As luck — make that Irish luck — would have it, they were partnered volunteer counselor Rick Lampkin, a retired Hy-Vee store director with 34 years of experience with the grocery chain.
“We decided SCORE could help and I knew that Hy-Vee likes to get in on some of these startups and help if they can,” said Lampkin, who retired from Hy-Vee’s store on Avenue of the Cities, Moline.
“He’s been with us every minute; we’re unbelievably lucky to have him,” King said.
He and the sisters worked for months over the winter as they dealt with copyrights, trademarks and labeling, as well as the recipes and distribution. Bel Brands Inc. — the maker of cheese products under Kaukauna, Babybel and The Laughing Cow brands — agreed to manufacture their product.
“They had never taken on a startup company like us,” King said, adding that because of their personal drive and the product itself “they are backing us.”
In mid-May, the sisters and their husbands, Jake Elgersma and Paul King, were on hand in Little Chute, Wis., as Bel Brands produced the first batch of Guinn Special Recipes.
That was the day the business began to feel real, Elgersma said. “But it will feel really real when we see it on the shelves. Everything gets more and more exciting by the day.”
Lampkin’s Hy-Vee connection proved invaluable as it led the new business owners to their distributor, Lomar Distributing Inc., Des Moines. Lomar, which is a Hy-Vee company, distributes not only to the 230 stores Hy-Vee has in eight states but also to other grocery store chains.
Lampkin said the Lomar sales representatives will begin working to place Guinn Special Recipes in the Hy-Vee chain. “But our hope is it will be requested in another chain because that’s how they will grow.”
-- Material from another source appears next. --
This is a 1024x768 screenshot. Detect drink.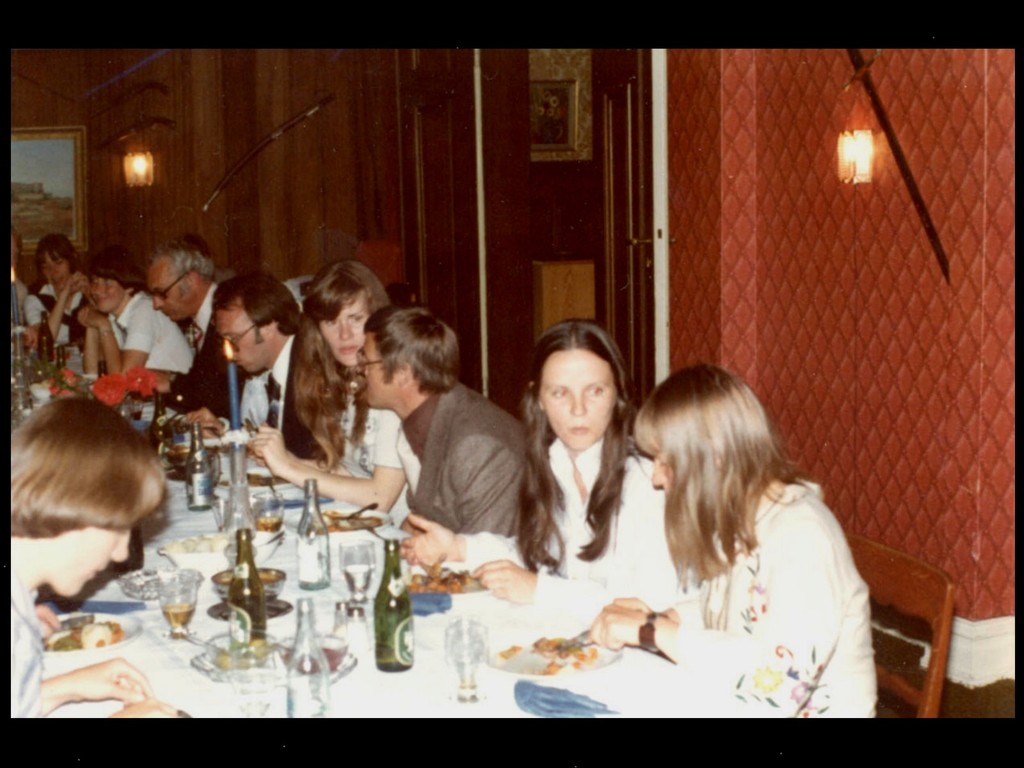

He expects the Quad-City Hy-Vees to be the first to jump on board because they will recognize the Shamrock Inn connection their customers may have.
In fact, Tony Fuhrmeister, the Silvis Hy-Vee store director, recently got his first delivery of the product. “We try to support our local community,” he said, adding that cheeses are an unusual product to come from a local company, but he has had requests from makers of barbeque sauces and salsas to place products in his store.
He also has a family connection to the operation — King’s daughter, Jordan, works at the Silvis store and her son, Joey, is a former Hy-Vee employee.
Though the sisters share a lot of the credit with Lampkin for helping them make Guinn Special Recipes a reality, he said, “Those girls have worked their tails off. They knew what they wanted to do but they didn’t know how to get it done.
“This is a perfect example of what SCORE want to get accomplished,” said Lampkin, who has been a SCORE volunteer for four years. “People come in with a great idea and, with SCORE’s knowledge, they can get it accomplished.”
Elgersma said they already have ideas for three more flavors, but are taking it slow.
But as soon as the venture is paying its way and they are seeing profits, she said they plan to begin giving some of the proceeds to the Alzheimer’s Association in memory of their mother, Pat, who died in 2003 at age 67.
“My goal is to be nationwide in a year or less,” King said, adding she is enjoying “the time with my sister.”
Elgersma said their road to business ownership has not been without hurdles. “But we have been having a ball. It’s been work, but it’s been fun work.”